We must talk on every telephone, Get eaten off the web; We must rip out all the epilogues From the books that we have read; And to the face of every criminal Strapped firmly to a chair, We must stare, we must stare, we must stare.
The song was “At the Bottom of Everything” by Bright Eyes. The band features Conor Oberst, Mike Mogis, and Nate Walcott (often helped by other musicians).
“At the Bottom of Everything” appeared on the 2005 album I’m Wide Awake, It’s Morning. In the recording before the tune begins, Oberst introduces the song with a story about a man and a woman on a plane right before the plane begins to go down.
The music video directed by Cat Solen includes the story. It stars Evan Rachel Wood and Terence Stamp.
What is the song about? There are various interpretations, but at its heart is an attempt really to get at “the bottom of everything.” In other words, it is about trying to discern some meaning from life when so much of what we do is pointless.
And into the caverns of tomorrow, With just our flashlights and our love, We must plunge, we must plunge, we must plunge; And then we’ll get down there, Way down to the very bottom of everything; And then we’ll see it, we’ll see it, we’ll see it.
What does the song have to do with Carl in the episode entitled Honor? Maybe the producers chose the song because it gives a happy tune to Carl’s final days.
But maybe the lyrics also connected to what Carl was trying to say to his father Rick about searching for a more important end game than just surviving. Like the man and the woman on the plane, in the face of death, Carl wanted something more besides blending into the choir and memorizing nine numbers while denying we have a soul.
What did you think of the Honor episode? Leave your two cents in the comments.

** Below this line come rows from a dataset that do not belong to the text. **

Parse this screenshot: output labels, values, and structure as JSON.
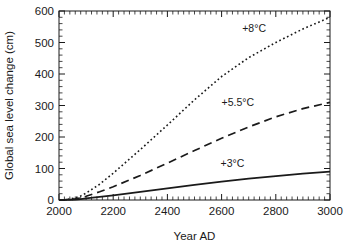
{
  "chart_data": {
    "type": "line",
    "title": "",
    "subtitle": "",
    "xlabel": "Year AD",
    "ylabel": "Global sea level change (cm)",
    "xlim": [
      2000,
      3000
    ],
    "ylim": [
      0,
      600
    ],
    "xticks": [
      2000,
      2200,
      2400,
      2600,
      2800,
      3000
    ],
    "yticks": [
      0,
      100,
      200,
      300,
      400,
      500,
      600
    ],
    "xtick_labels": [
      "2000",
      "2200",
      "2400",
      "2600",
      "2800",
      "3000"
    ],
    "ytick_labels": [
      "0",
      "100",
      "200",
      "300",
      "400",
      "500",
      "600"
    ],
    "x_minor_step": 20,
    "y_minor_step": 20,
    "grid": false,
    "legend_position": "inline-annotations",
    "ticks_direction": "inward-all-sides",
    "frame": true,
    "series": [
      {
        "name": "+8°C",
        "label": "+8°C",
        "style": "dotted",
        "color": "#1a1a1a",
        "width": 1.6,
        "dash": "1.7,2.6",
        "label_x": 2720,
        "label_y": 533,
        "x": [
          2000,
          2020,
          2040,
          2060,
          2080,
          2100,
          2150,
          2200,
          2300,
          2400,
          2500,
          2600,
          2700,
          2800,
          2900,
          3000
        ],
        "y": [
          0,
          1,
          3,
          7,
          13,
          22,
          50,
          85,
          160,
          238,
          318,
          392,
          452,
          500,
          543,
          580
        ]
      },
      {
        "name": "+5.5°C",
        "label": "+5.5°C",
        "style": "dashed",
        "color": "#1a1a1a",
        "width": 1.7,
        "dash": "8,5",
        "label_x": 2660,
        "label_y": 300,
        "x": [
          2000,
          2020,
          2040,
          2060,
          2080,
          2100,
          2150,
          2200,
          2300,
          2400,
          2500,
          2600,
          2700,
          2800,
          2900,
          3000
        ],
        "y": [
          0,
          0.5,
          1.5,
          3.5,
          7,
          12,
          26,
          42,
          78,
          117,
          157,
          196,
          232,
          264,
          290,
          310
        ]
      },
      {
        "name": "+3°C",
        "label": "+3°C",
        "style": "solid",
        "color": "#1a1a1a",
        "width": 1.8,
        "dash": "",
        "label_x": 2640,
        "label_y": 104,
        "x": [
          2000,
          2020,
          2040,
          2060,
          2080,
          2100,
          2150,
          2200,
          2300,
          2400,
          2500,
          2600,
          2700,
          2800,
          2900,
          3000
        ],
        "y": [
          0,
          0.3,
          0.8,
          1.6,
          3,
          5,
          10,
          15,
          26,
          37,
          48,
          58,
          68,
          76,
          84,
          90
        ]
      }
    ]
  },
  "plot_geometry": {
    "left": 59,
    "right": 330,
    "top": 11,
    "bottom": 200,
    "major_tick_len": 6,
    "minor_tick_len": 3.5
  },
  "colors": {
    "axis": "#1a1a1a",
    "background": "#ffffff",
    "series": "#1a1a1a"
  }
}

Blaze Foley, who was born as Michael David Fuller on December 18, 1949, died less than 40 years later from a gunshot wound on February 1, 1989. The singer-songwriter never achieved the fame that some of his friends did, but Blaze Foley, as he became known, left us some beauty from his troubled life.

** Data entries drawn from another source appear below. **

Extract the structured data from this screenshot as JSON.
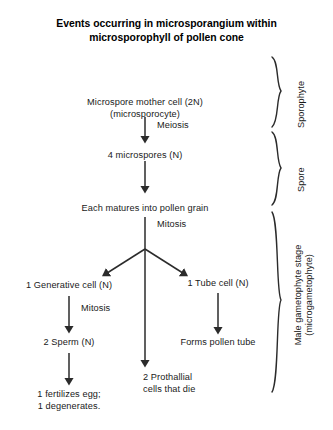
{
  "diagram": {
    "title": "Events occurring in microsporangium within\nmicrosporophyll of pollen cone",
    "nodes": {
      "mother_cell": "Microspore mother cell (2N)\n(microsporocyte)",
      "microspores": "4 microspores (N)",
      "pollen_grain": "Each matures into pollen grain",
      "generative_cell": "1 Generative cell (N)",
      "tube_cell": "1 Tube cell (N)",
      "sperm": "2 Sperm (N)",
      "pollen_tube": "Forms pollen tube",
      "prothallial": "2 Prothallial\ncells that die",
      "fertilizes": "1 fertilizes egg;\n1 degenerates."
    },
    "arrow_labels": {
      "meiosis": "Meiosis",
      "mitosis_upper": "Mitosis",
      "mitosis_lower": "Mitosis"
    },
    "brackets": {
      "sporophyte": "Sporophyte",
      "spore": "Spore",
      "gametophyte": "Male gametophyte stage\n(microgametophyte)"
    },
    "colors": {
      "background": "#ffffff",
      "text": "#1a1a1a",
      "title": "#000000",
      "stroke": "#2b2b2b"
    }
  }
}
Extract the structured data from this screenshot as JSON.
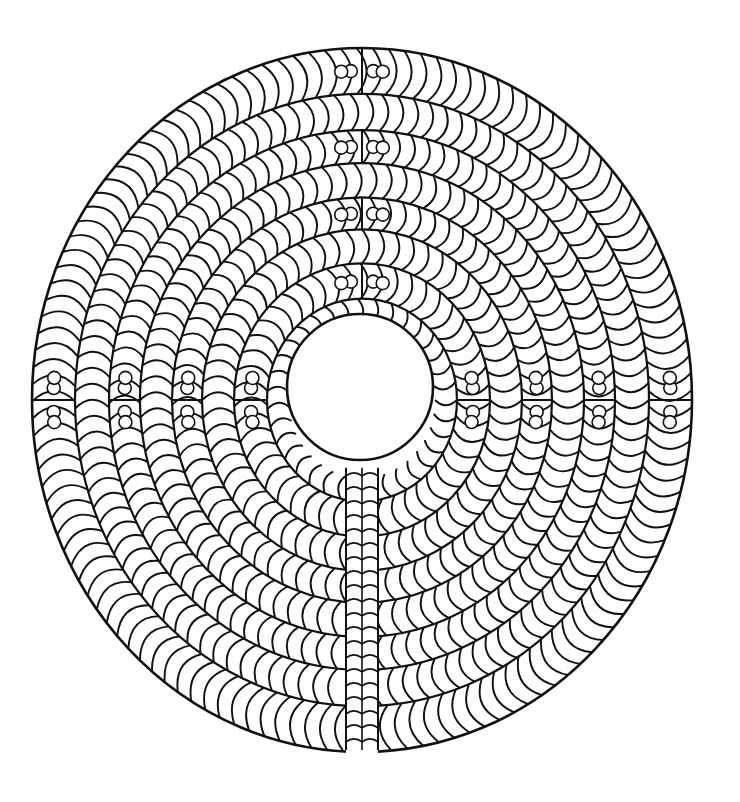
{
  "figure": {
    "colors": {
      "ink": "#111111",
      "paper": "#ffffff"
    },
    "center": [
      362,
      400
    ],
    "outer_radius_x": 330,
    "outer_radius_y": 352,
    "inner_hole": {
      "center": [
        360,
        387
      ],
      "radius": 73
    },
    "ring_radii": [
      73,
      95,
      128,
      160,
      190,
      222,
      253,
      287,
      330
    ],
    "bottom_slit": {
      "x": 362,
      "half_width": 16
    },
    "plaques": {
      "axes_deg": [
        0,
        90,
        180,
        270
      ],
      "description": "rectangular plaques with paired small circles and a dark tadpole mark, placed where rings turn on the cardinal axes"
    }
  }
}
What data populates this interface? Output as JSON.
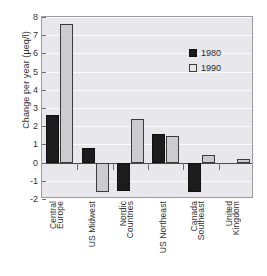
{
  "chart_data": {
    "type": "bar",
    "title": "",
    "xlabel": "",
    "ylabel": "Change per year (µeq/l)",
    "ylim": [
      -2,
      8
    ],
    "ytick_values": [
      8,
      7,
      6,
      5,
      4,
      3,
      2,
      1,
      0,
      -1,
      -2
    ],
    "ytick_labels": [
      "8",
      "7",
      "6",
      "5",
      "4",
      "3",
      "2",
      "1",
      "0",
      "-1",
      "-2"
    ],
    "grid": true,
    "legend_position": "upper right",
    "categories": [
      "Central Europe",
      "US Midwest",
      "Nordic Countries",
      "US Northeast",
      "Canada Southeast",
      "United Kingdom"
    ],
    "category_lines": [
      [
        "Central",
        "Europe"
      ],
      [
        "US Midwest"
      ],
      [
        "Nordic",
        "Countries"
      ],
      [
        "US Northeast"
      ],
      [
        "Canada",
        "Southeast"
      ],
      [
        "United",
        "Kingdom"
      ]
    ],
    "series": [
      {
        "name": "1980",
        "color": "#1c1c1c",
        "values": [
          2.6,
          0.8,
          -1.55,
          1.6,
          -1.6,
          0
        ]
      },
      {
        "name": "1990",
        "color": "#cccccf",
        "values": [
          7.6,
          -1.6,
          2.4,
          1.45,
          0.42,
          0.2
        ]
      }
    ]
  },
  "legend": {
    "items": [
      {
        "label": "1980"
      },
      {
        "label": "1990"
      }
    ]
  },
  "axis": {
    "y_title": "Change per year (µeq/l)"
  },
  "colors": {
    "series_1980": "#1c1c1c",
    "series_1990": "#cccccf",
    "plot_background": "#e7e7ec",
    "gridline": "#fbfbfd",
    "axis_line": "#9a9aa2",
    "zero_line": "#4a4a4a",
    "text": "#2b2b2b"
  }
}
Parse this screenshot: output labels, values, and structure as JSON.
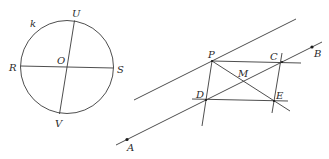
{
  "figure1": {
    "circle_label": "k",
    "points": {
      "U": "U",
      "V": "V",
      "R": "R",
      "S": "S",
      "O": "O"
    }
  },
  "figure2": {
    "points": {
      "A": "A",
      "B": "B",
      "P": "P",
      "C": "C",
      "D": "D",
      "E": "E",
      "M": "M"
    }
  },
  "colors": {
    "stroke": "#3a3a3a",
    "background": "#ffffff"
  }
}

I ran across Foley’s name recently while reading John Prine: In Spite of Himself by Eddie Huffman. In the book about singer-songwriter John Prine, it mentioned that one of Prine’s recordings I really like was a song written by Blaze Foley. Prine is quoted about falling in love with the song before realizing that he had known the songwriter many years earlier. The story made me look up more about the man who wrote “Clay Pigeons.”
Foley also wrote “If I Could Only Fly,” a song Merle Haggard performed for decades before making it the title song on his 2000 album. Foley hung around in that Texas group of songwriters that also included Townes Van Zandt.
Foley lived an interesting, although short, life. Townes even wrote a song about Foley (“Blaze’s Blues”) as did Lucinda Williams (“Drunken Angel”).
Foley was shot dead in 1989 reportedly because he was protecting an old man from being abused by his son. Foley was only 39.
Below, Foley performs “If I Could Only Fly” at a friend’s wedding.
There is a documentary about Foley’s life entitled Duct Tape Messiah (2011 and 2013), with the title referencing Foley’s practice of using duct tape to decorate his clothes. The movie was directed and produced by Kevin Triplett.
You may find out more about the documentary on the film’s website. There, you may also watch a short version of the film, Duct Tape Messiah.
Finally, Foley likely will be more well known soon. At the 2018 Sundance Film Festival, a movie about Foley recently garnered significant attention. The movie, Blaze (2018), is directed by and written by Ethan Hawke. Benjamin Dickey stars as Foley. Additionally, Kris Kristofferson plays his father, Alia Shawkat plays Rosen, and singer-songwriter Charlie Sexton plays Townes Van Zandt.
Although Foley never achieved the fame he deserved during his lifetime, somewhere there is a drunken angel laughing.
What is your favorite Blaze Foley song? Leave your two cents in the comments.